2014/10/01

Brilliant images hold up a wispy tale

Light YearsLight Years by James Salter
My rating: 5 of 5 stars

Salter is famous for his beautiful sentences, beginning here with “We dash the black river, its flats smooth as stone. Not a ship, not a dinghy, not one cry of white. The water lies broken, cracked from the wind. This great estuary is wide, endless.”

The opening of Light Years seems to open a world, a very particular world of rough, unyielding nature — river, trees, rocks — and the precarious and unstable marks left by generations of humans, down to the youngest, two little girls who crouch outside the bathroom, urging their story-telling papa (who is soaking in the tub) to come out and tell them more about their pony that, according to him swims to the bottom of the river to eat the onions that grow there.

The little girls grow up, their story-telling father continues telling fables but mostly to himself, while their mother keeps trying out new ways, and new lovers, in a mostly unsuccessful effort to keep herself interested in life. Their pets, including that errant pony, a tailless dog and a turtle, grow old and all but the turtle die, as do some of this family's friends — lots of little events, and some bigger ones, occur over the 15-some "light years," 1958 to about 1973, through which we observe a man and a woman, the parents of those little girls, from their home in rural New York to their work and play in New York City, and then briefly (and separately) to Italy and Switzerland, before each — separately still — returns to the soggy land around that black river, its familiar buildings decayed and newer, unwelcoming ones thrown up as gaudy future ruins.

And that’s about it for the story. No one here is driven by any great, unforgiving ambition, but the man and woman and all their friends move mostly by inertia, nudged along at times by dreams and impulses, which are mostly disappointing when fulfilled. Still, the book is so beautifully written, the people are so believably individual, and the weather and texture and look of the sites so vivid, that it is a joy to read. The opening lines, about the river and the sea birds and its “dream of the past” are as entrancing as the opening lines of García Márquez’ One Hundred Years of Solitude, but with this difference: the first lines of the latter book — the Colonel facing a firing squad and remembering his childhood — contain the hint of the whole complicated story. In Light Years, there almost is no story beyond the images of different moments in the slow and uncomprehending maturing, or simply aging, of a man and woman as they drift apart and with no common project.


The reply should reproduce every line of the data below word for word, minus any images.
╔══
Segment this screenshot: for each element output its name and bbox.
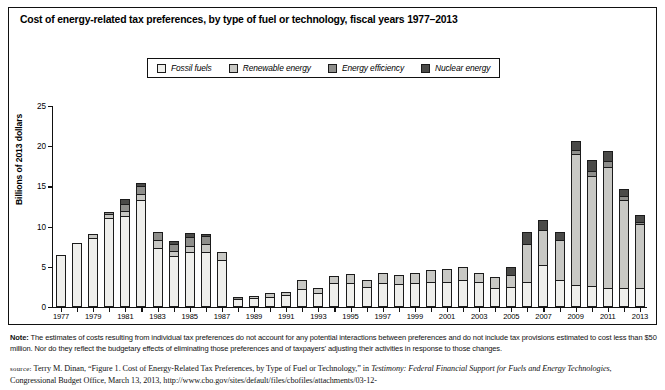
y-tick-mark xyxy=(48,106,53,107)
y-tick-label: 10 xyxy=(12,222,52,231)
x-tick-mark xyxy=(254,307,255,312)
bar-segment xyxy=(120,216,130,307)
x-tick-mark xyxy=(238,307,239,312)
bar-segment xyxy=(603,167,613,288)
x-tick-mark xyxy=(640,307,641,312)
x-tick-mark xyxy=(576,307,577,312)
bar-segment xyxy=(201,252,211,307)
chart-plot-area: 0510152025 19771979198119831985198719891… xyxy=(52,106,647,307)
bar-segment xyxy=(635,224,645,288)
x-tick-mark xyxy=(511,307,512,312)
bar-segment xyxy=(153,248,163,307)
bar-1994 xyxy=(329,275,339,307)
x-tick-label: 1977 xyxy=(53,312,69,321)
bar-1982 xyxy=(136,181,146,307)
bar-1978 xyxy=(72,243,82,307)
page-title: Cost of energy-related tax preferences, … xyxy=(20,14,640,25)
bar-1997 xyxy=(378,272,388,307)
x-tick-mark xyxy=(286,307,287,312)
note-text: The estimates of costs resulting from in… xyxy=(10,333,657,353)
x-axis-labels: 1977197919811983198519871989199119931995… xyxy=(53,312,647,326)
bar-segment xyxy=(56,255,66,307)
bar-segment xyxy=(217,260,227,307)
bar-segment xyxy=(490,288,500,307)
figure-source: source: Terry M. Dinan, “Figure 1. Cost … xyxy=(10,363,658,388)
x-tick-mark xyxy=(447,307,448,312)
bar-2004 xyxy=(490,276,500,307)
bar-segment xyxy=(362,287,372,307)
note-label: Note: xyxy=(10,333,29,342)
bar-segment xyxy=(506,287,516,307)
bar-segment xyxy=(635,288,645,307)
bar-segment xyxy=(265,297,275,307)
bar-segment xyxy=(249,298,259,307)
y-tick-label: 0 xyxy=(12,303,52,312)
bar-segment xyxy=(233,299,243,307)
x-tick-mark xyxy=(77,307,78,312)
bar-segment xyxy=(587,286,597,307)
x-tick-mark xyxy=(608,307,609,312)
bar-segment xyxy=(555,240,565,282)
y-tick-label: 25 xyxy=(12,102,52,111)
bar-1979 xyxy=(88,233,98,307)
x-tick-label: 1981 xyxy=(117,312,133,321)
legend-label: Renewable energy xyxy=(243,63,311,73)
x-tick-mark xyxy=(318,307,319,312)
x-tick-mark xyxy=(174,307,175,312)
bar-segment xyxy=(603,288,613,307)
bar-2007 xyxy=(538,218,548,307)
x-tick-label: 1997 xyxy=(375,312,391,321)
bar-2009 xyxy=(571,138,581,307)
bar-1985 xyxy=(185,231,195,307)
x-tick-label: 1989 xyxy=(246,312,262,321)
y-axis-label: Billions of 2013 dollars xyxy=(14,114,24,205)
bar-2005 xyxy=(506,265,516,307)
figure-page: Cost of energy-related tax preferences, … xyxy=(0,0,665,390)
y-tick-mark xyxy=(48,186,53,187)
x-tick-mark xyxy=(351,307,352,312)
bar-segment xyxy=(88,238,98,307)
bar-1989 xyxy=(249,295,259,307)
bar-segment xyxy=(538,230,548,266)
x-tick-mark xyxy=(495,307,496,312)
x-tick-label: 1993 xyxy=(310,312,326,321)
x-tick-label: 1979 xyxy=(85,312,101,321)
x-tick-label: 1995 xyxy=(342,312,358,321)
legend-swatch-icon xyxy=(421,64,430,73)
bar-1977 xyxy=(56,255,66,307)
bar-2011 xyxy=(603,148,613,307)
legend-label: Nuclear energy xyxy=(435,63,490,73)
x-tick-mark xyxy=(61,307,62,312)
bar-2006 xyxy=(522,231,532,307)
bar-1995 xyxy=(346,273,356,307)
bar-segment xyxy=(619,200,629,288)
bar-2010 xyxy=(587,157,597,307)
bar-segment xyxy=(555,280,565,307)
x-tick-mark xyxy=(399,307,400,312)
bar-segment xyxy=(442,269,452,283)
bar-segment xyxy=(506,275,516,288)
bar-segment xyxy=(72,243,82,307)
bar-segment xyxy=(571,154,581,287)
x-tick-mark xyxy=(415,307,416,312)
bar-1983 xyxy=(153,231,163,307)
bar-segment xyxy=(378,283,388,307)
bar-segment xyxy=(136,200,146,307)
bar-1990 xyxy=(265,293,275,307)
bar-segment xyxy=(442,282,452,307)
bar-segment xyxy=(522,244,532,283)
bar-1991 xyxy=(281,291,291,307)
figure-note: Note: The estimates of costs resulting f… xyxy=(10,333,658,354)
bar-1987 xyxy=(217,251,227,307)
x-tick-label: 2003 xyxy=(471,312,487,321)
bar-segment xyxy=(522,282,532,307)
x-tick-label: 1999 xyxy=(407,312,423,321)
bar-2002 xyxy=(458,266,468,307)
x-tick-label: 1991 xyxy=(278,312,294,321)
y-tick-label: 5 xyxy=(12,262,52,271)
x-tick-mark xyxy=(479,307,480,312)
x-tick-label: 2013 xyxy=(632,312,648,321)
legend-swatch-icon xyxy=(157,64,166,73)
bar-2008 xyxy=(555,231,565,307)
x-tick-mark xyxy=(592,307,593,312)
╚══
Response
Segment this screenshot: for each element output its name and bbox.
y-tick-mark xyxy=(48,106,53,107)
y-tick-label: 10 xyxy=(12,222,52,231)
x-tick-mark xyxy=(254,307,255,312)
bar-segment xyxy=(120,216,130,307)
x-tick-mark xyxy=(238,307,239,312)
bar-segment xyxy=(603,167,613,288)
x-tick-mark xyxy=(640,307,641,312)
x-tick-mark xyxy=(576,307,577,312)
bar-segment xyxy=(201,252,211,307)
chart-plot-area: 0510152025 19771979198119831985198719891… xyxy=(52,106,647,307)
bar-segment xyxy=(635,224,645,288)
x-tick-mark xyxy=(511,307,512,312)
bar-segment xyxy=(153,248,163,307)
bar-1994 xyxy=(329,275,339,307)
x-tick-label: 1977 xyxy=(53,312,69,321)
bar-1982 xyxy=(136,181,146,307)
bar-1978 xyxy=(72,243,82,307)
page-title: Cost of energy-related tax preferences, … xyxy=(20,14,640,25)
bar-1997 xyxy=(378,272,388,307)
x-tick-mark xyxy=(286,307,287,312)
note-text: The estimates of costs resulting from in… xyxy=(10,333,657,353)
x-axis-labels: 1977197919811983198519871989199119931995… xyxy=(53,312,647,326)
bar-segment xyxy=(56,255,66,307)
bar-segment xyxy=(217,260,227,307)
bar-segment xyxy=(490,288,500,307)
figure-source: source: Terry M. Dinan, “Figure 1. Cost … xyxy=(10,363,658,388)
x-tick-mark xyxy=(447,307,448,312)
bar-2004 xyxy=(490,276,500,307)
bar-segment xyxy=(362,287,372,307)
note-label: Note: xyxy=(10,333,29,342)
bar-segment xyxy=(506,287,516,307)
bar-segment xyxy=(635,288,645,307)
bar-segment xyxy=(265,297,275,307)
bar-segment xyxy=(249,298,259,307)
y-tick-label: 0 xyxy=(12,303,52,312)
bar-segment xyxy=(233,299,243,307)
x-tick-mark xyxy=(77,307,78,312)
bar-segment xyxy=(587,286,597,307)
x-tick-mark xyxy=(608,307,609,312)
bar-segment xyxy=(555,240,565,282)
y-tick-label: 25 xyxy=(12,102,52,111)
bar-1979 xyxy=(88,233,98,307)
x-tick-label: 1981 xyxy=(117,312,133,321)
legend-label: Renewable energy xyxy=(243,63,311,73)
x-tick-mark xyxy=(318,307,319,312)
x-tick-mark xyxy=(174,307,175,312)
bar-segment xyxy=(603,288,613,307)
bar-2007 xyxy=(538,218,548,307)
x-tick-label: 1997 xyxy=(375,312,391,321)
bar-2009 xyxy=(571,138,581,307)
bar-1985 xyxy=(185,231,195,307)
x-tick-label: 1989 xyxy=(246,312,262,321)
y-axis-label: Billions of 2013 dollars xyxy=(14,114,24,205)
bar-2005 xyxy=(506,265,516,307)
figure-page: Cost of energy-related tax preferences, … xyxy=(0,0,665,390)
y-tick-mark xyxy=(48,186,53,187)
x-tick-mark xyxy=(351,307,352,312)
bar-segment xyxy=(88,238,98,307)
bar-1989 xyxy=(249,295,259,307)
bar-segment xyxy=(538,230,548,266)
x-tick-mark xyxy=(495,307,496,312)
x-tick-label: 1993 xyxy=(310,312,326,321)
x-tick-label: 1979 xyxy=(85,312,101,321)
x-tick-label: 1995 xyxy=(342,312,358,321)
legend-swatch-icon xyxy=(421,64,430,73)
bar-1977 xyxy=(56,255,66,307)
bar-2011 xyxy=(603,148,613,307)
legend-label: Nuclear energy xyxy=(435,63,490,73)
x-tick-mark xyxy=(61,307,62,312)
bar-2006 xyxy=(522,231,532,307)
bar-1995 xyxy=(346,273,356,307)
bar-segment xyxy=(619,200,629,288)
bar-2010 xyxy=(587,157,597,307)
bar-segment xyxy=(555,280,565,307)
x-tick-mark xyxy=(399,307,400,312)
bar-segment xyxy=(442,269,452,283)
bar-segment xyxy=(506,275,516,288)
bar-segment xyxy=(72,243,82,307)
bar-segment xyxy=(571,154,581,287)
x-tick-mark xyxy=(415,307,416,312)
bar-1983 xyxy=(153,231,163,307)
bar-segment xyxy=(378,283,388,307)
bar-segment xyxy=(136,200,146,307)
bar-1990 xyxy=(265,293,275,307)
bar-segment xyxy=(442,282,452,307)
bar-segment xyxy=(522,244,532,283)
bar-1991 xyxy=(281,291,291,307)
figure-note: Note: The estimates of costs resulting f… xyxy=(10,333,658,354)
bar-1987 xyxy=(217,251,227,307)
x-tick-label: 2003 xyxy=(471,312,487,321)
bar-segment xyxy=(522,282,532,307)
x-tick-label: 1999 xyxy=(407,312,423,321)
bar-2002 xyxy=(458,266,468,307)
x-tick-label: 1991 xyxy=(278,312,294,321)
y-tick-label: 5 xyxy=(12,262,52,271)
x-tick-mark xyxy=(479,307,480,312)
x-tick-label: 2013 xyxy=(632,312,648,321)
legend-swatch-icon xyxy=(157,64,166,73)
bar-2008 xyxy=(555,231,565,307)
x-tick-mark xyxy=(592,307,593,312)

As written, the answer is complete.